The existence of equivalent formulations of a theory, or of alternative modelling approaches, does not usually lead to rival camps in science. The Lagrangian and Hamiltonian formulations of classical mechanics, for example, or the wave and matrix formulations of quantum mechanics, tend to be useful for tackling different problems, and physicists switch freely between them.
His explanation:

History shows that, despite its enormous empirical success, evolutionary biology is peculiarly susceptible to controversy and infighting. This is particularly true of social evolution theory, in part because of its potential applications to human behaviour.

I think this is essentially correct. People fight over application of evolutionary theory to humans for many reasons, but among them are: "it's complicated", and "it's important to get it right".

Group selection doesn't score well in the latter category. It isn't so much that it is wrong, it's more that it has led to decades of muddle, confusion and poor-quality science. If kin selection and group selection are feeling different parts of the same elephant, kin selection has hold of the trunk, while group selection is groping the left thigh.

It is certainly frustrating to have all the biology papers using kin selection, while all the humanities papers seem to use group selection.
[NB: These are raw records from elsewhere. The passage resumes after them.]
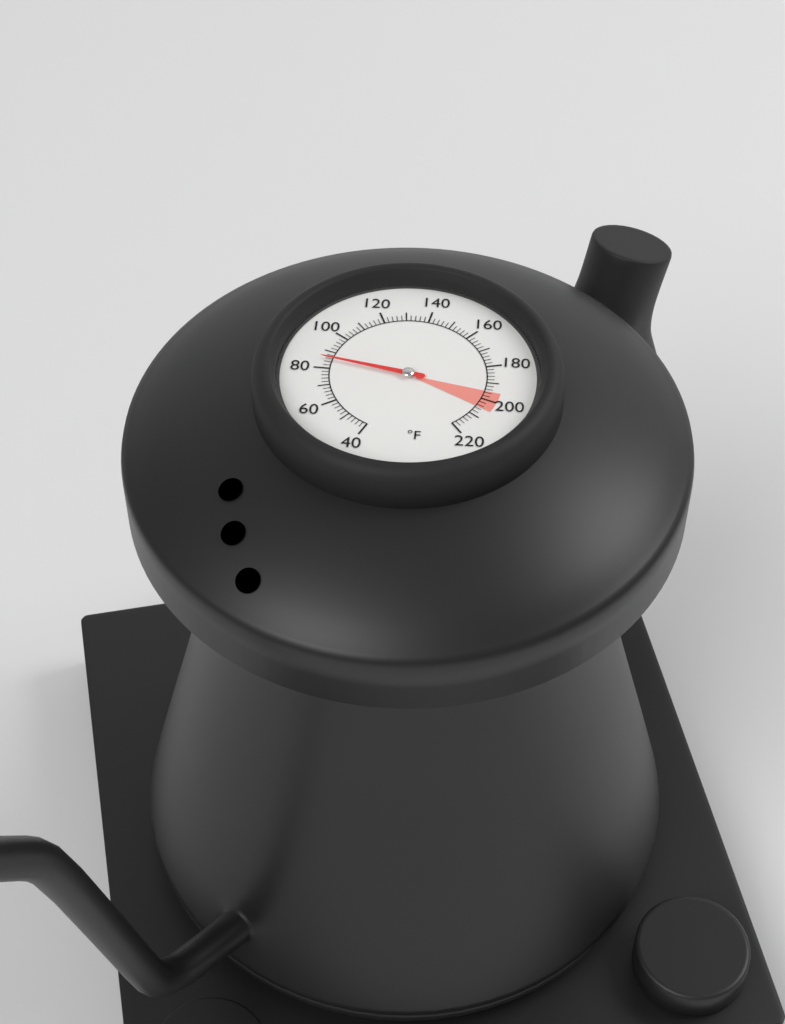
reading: 86 °F
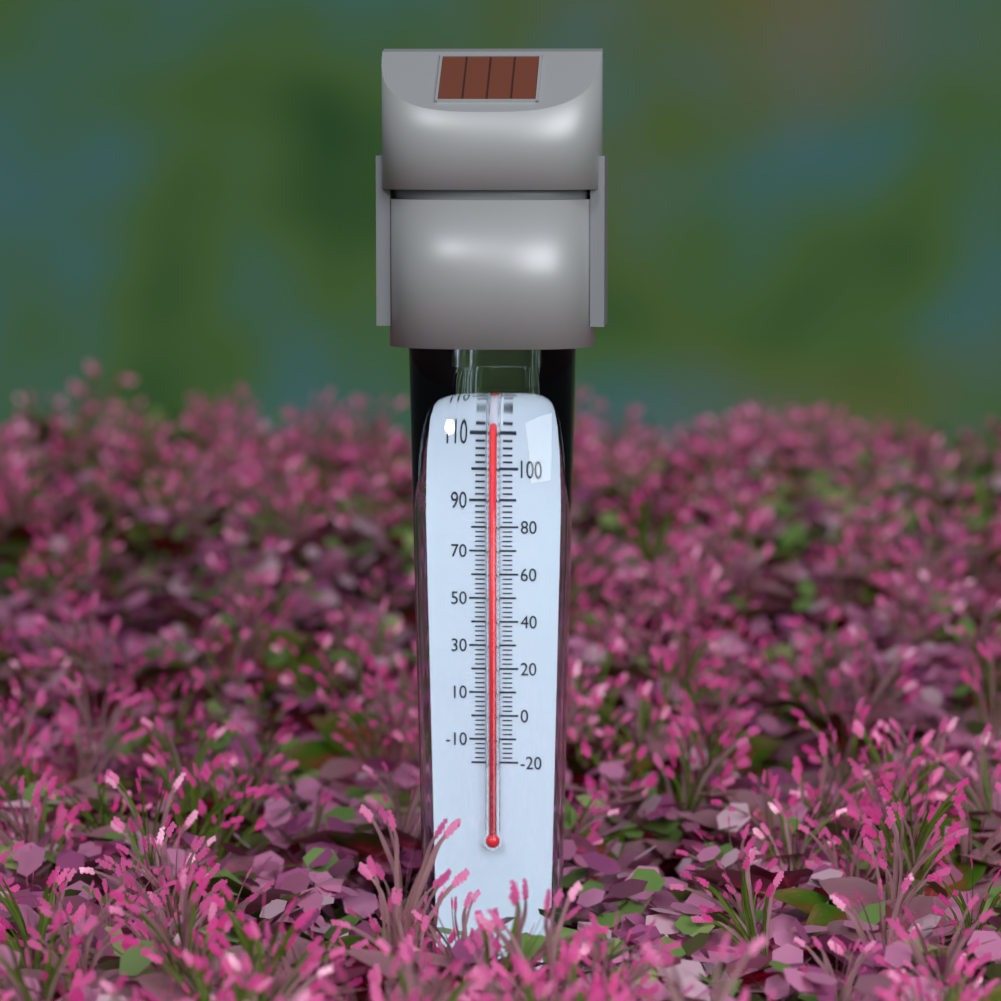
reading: 114 °F
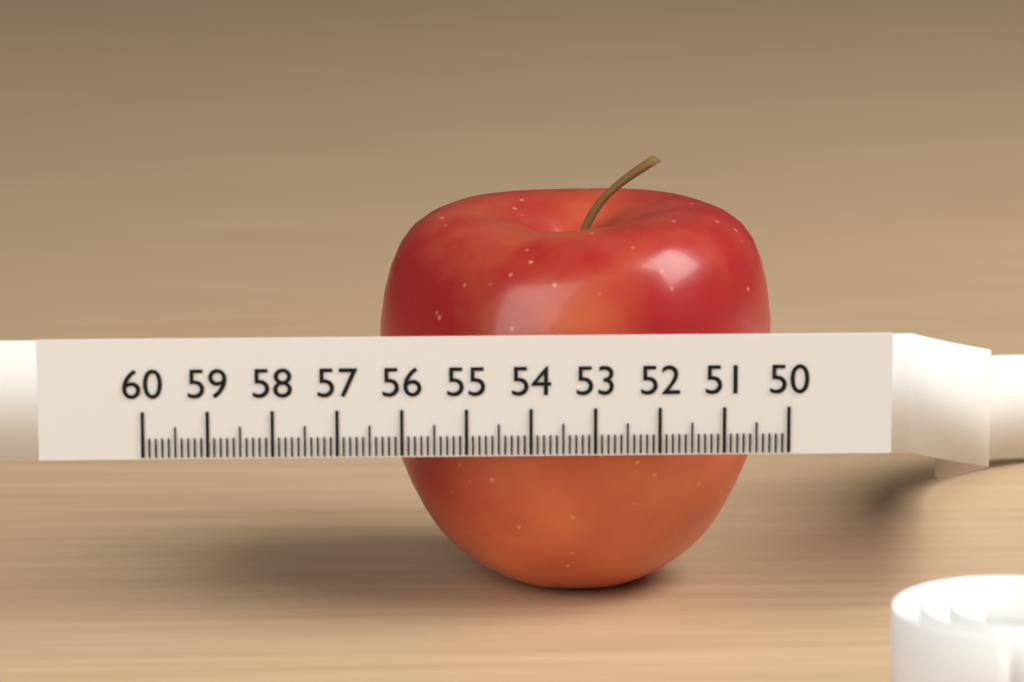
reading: 56.3 (no unit)
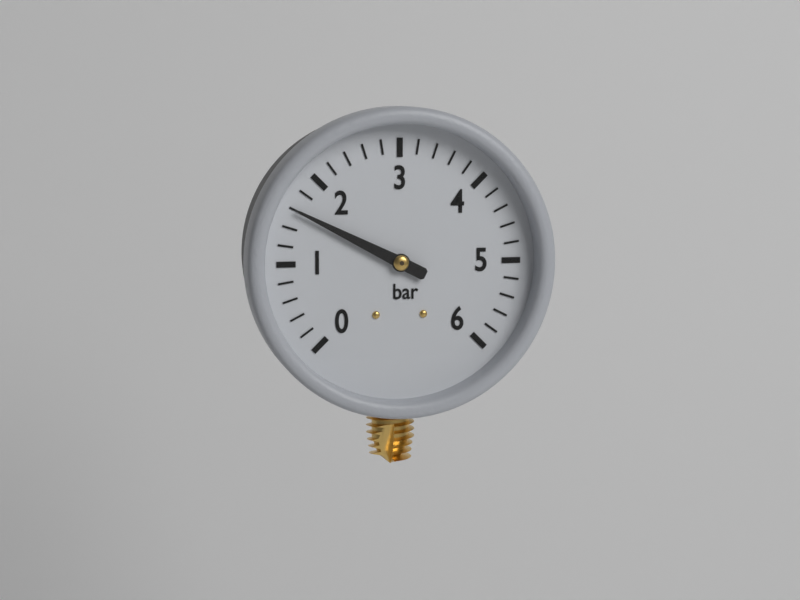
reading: 1.6 bar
A big part of the problem is misunderstandings surrounding cultural evolution. Cultural evolution has historically lagged by decades behind conventional evolutionary theory. There was a revolution in the 1970s in which group selection fell out of fashion, and kin selection became much more popular. A parsimonious explanation of the penchant for group selection in the social sciences is that the field of cultural evolution has yet to go through this transition. The significance of relatedness between memes and memeplexes has yet to be fully appreciated.